Leatherleaf fern (Rumohra adiantiformis) is the florists’ go-to choice for complementing floral bouquets. Florists choose it for its longevity in vases, where its common name hints at its durability and resistance to wilting. As a true fern, the leatherleaf fern does not produce flowers but relies instead on other reproductive methods to propagate itself.
  1. Habitat

    • Leatherleaf fern is an evergreen perennial in U.S. Department of Agriculture plant hardiness zones 9 through 11, where it grows up to three feet tall and wide. A performer in the shade garden, leatherleaf fern spreads to form a matted groundcover of lacy fronds. If you live outside its hardiness zones, you can grow leatherleaf fern indoors but the hot air from heating vents may scorch the edges of the leaves and pots restrict its lateral growth.

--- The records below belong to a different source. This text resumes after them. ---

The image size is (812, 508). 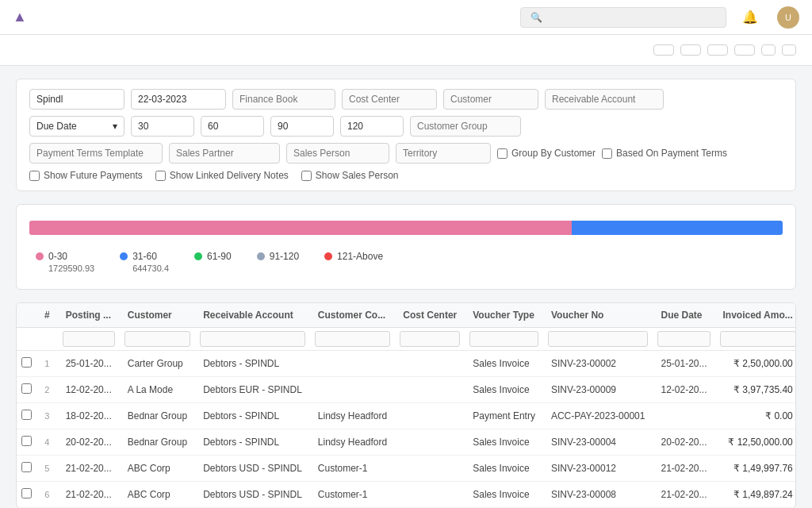 I want to click on row-num: 6, so click(x=48, y=495).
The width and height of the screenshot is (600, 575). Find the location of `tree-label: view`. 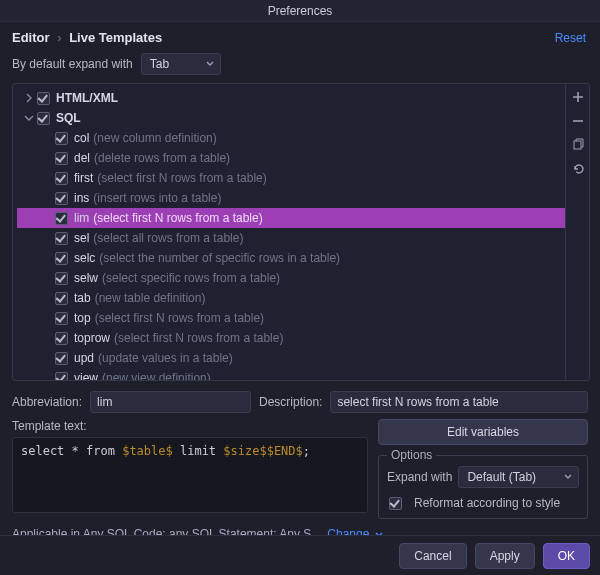

tree-label: view is located at coordinates (86, 376).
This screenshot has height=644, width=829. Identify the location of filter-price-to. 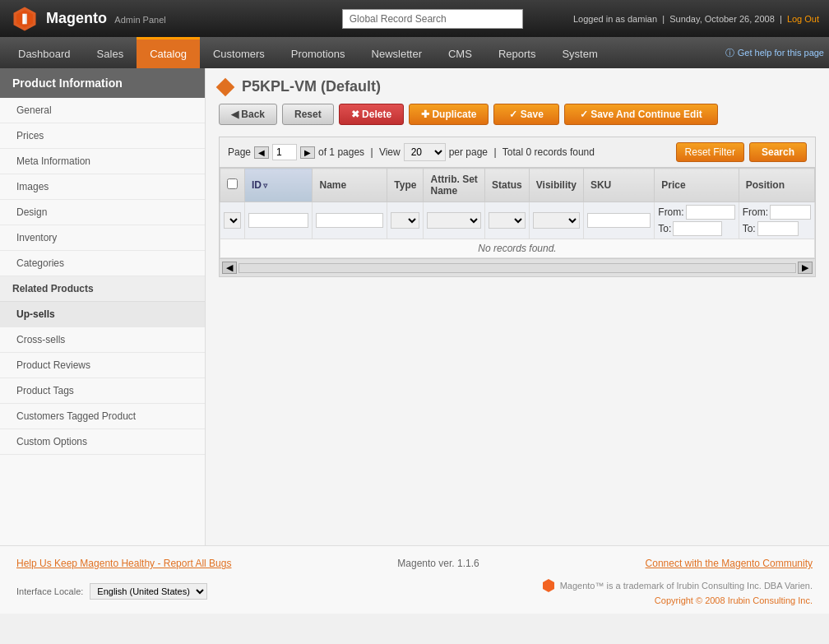
(697, 229).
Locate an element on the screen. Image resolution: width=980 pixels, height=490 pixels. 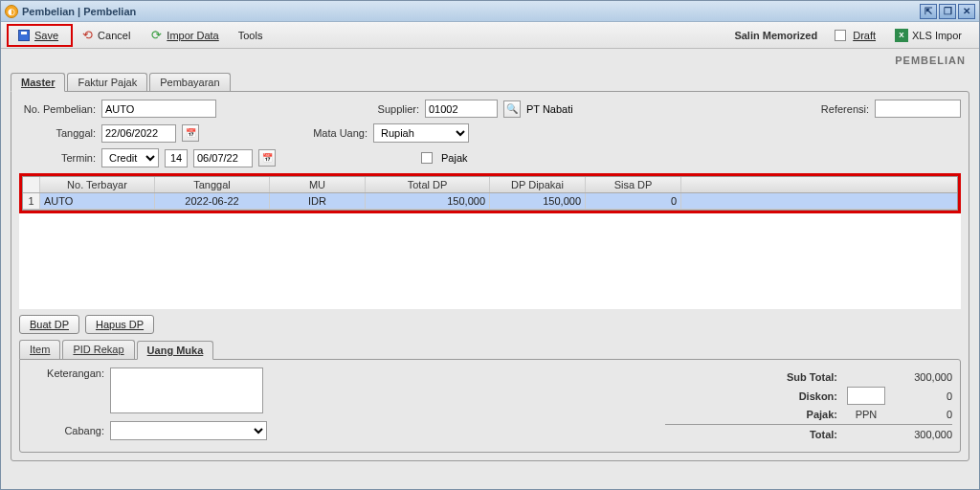
draft-label: Draft is located at coordinates (864, 35).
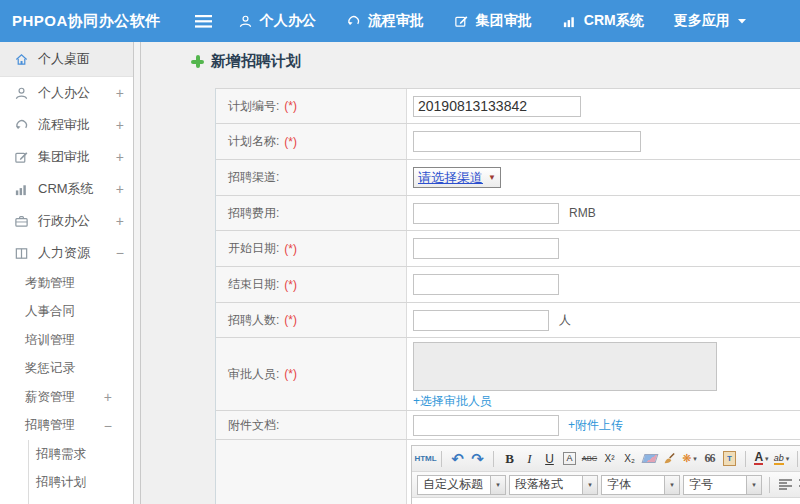 The width and height of the screenshot is (800, 504). Describe the element at coordinates (508, 426) in the screenshot. I see `form-row-attachment: 附件文档: +附件上传` at that location.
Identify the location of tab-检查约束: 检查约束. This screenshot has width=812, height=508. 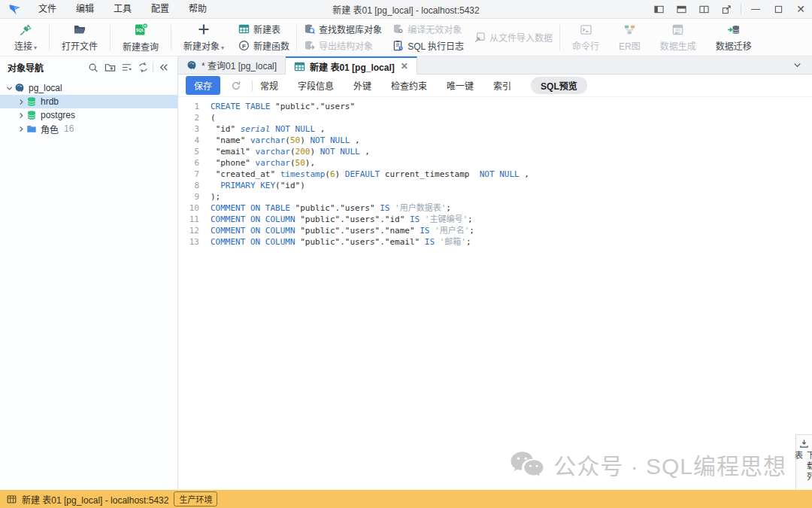
(409, 86).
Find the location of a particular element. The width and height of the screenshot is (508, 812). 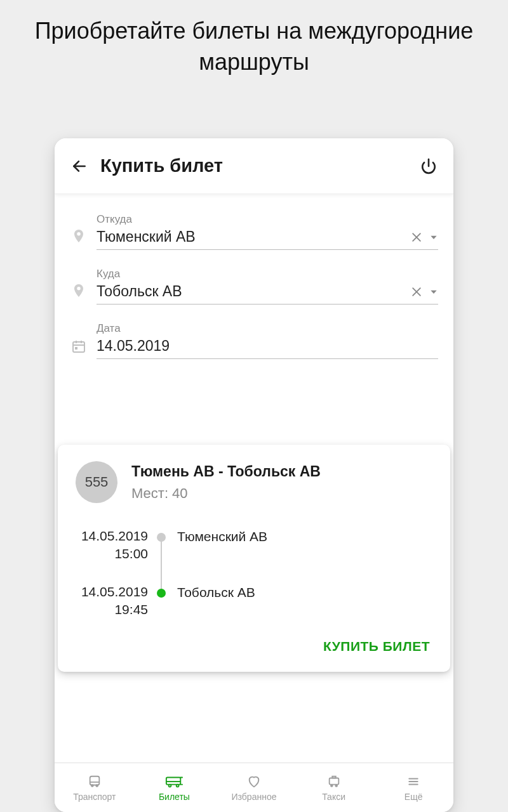

departure-time: 15:00 is located at coordinates (112, 554).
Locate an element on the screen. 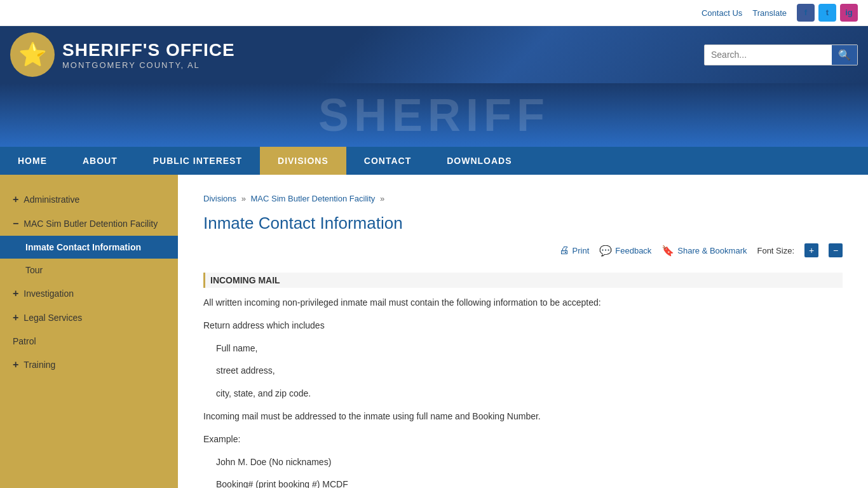 This screenshot has height=488, width=868. nav-public-interest: PUBLIC INTEREST is located at coordinates (198, 161).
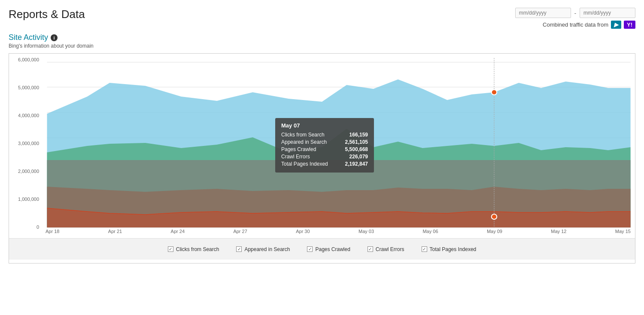 The image size is (644, 315). Describe the element at coordinates (267, 249) in the screenshot. I see `legend-label-appeared: Appeared in Search` at that location.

    Flowerless Characteristics

    • Flowers are not merely aesthetic adornments on plants; they allow a plant to reproduce sexually. After the flowers are fertilized, they produce seeds which grow into new plants after they successfully germinate. As a flowerless plant, leatherleaf fern can still reproduce sexually, but it does this by producing spores instead of seeds and maturing through a bi-generational life cycle. Leatherleaf fern can also reproduce asexually by multiplying itself along horizontal stems, called rhizomes, which run parallel to the ground.

    Sexual Propagation

    • Leatherleaf fern produces spores on the backs of its pinnae, or leaflets. The spores are clustered together as sporangia and protected by a cap called an indusium. At maturity, the indusium bursts open, and the spores are ejected forcefully. If they land on a moist, favorable surface, the spores germinate into second-generation plants called prothalli that do not resemble their parent fern. Prothalli contain male sexual organs that fertilize the female reproductive structures. If fertilization is successful, the prothalli develop into the recognizable leatherleaf fern fronds and the life cycle is complete.

    Asexual Propagation

    • As leatherleaf fern rhizomes spread horizontally along the ground, they produce roots underneath and shoots above. The new shoots form initially as fiddleheads, which are tightly coiled fronds that gradually unfurl as the shoot matures. If you allow the fern to spread naturally, it forms a dense mat of clumped fronds. You can divide a clump and make new plants by cutting through the rhizomes and dividing into sections that contain roots. Each section with roots can be replanted to grow into a new fern.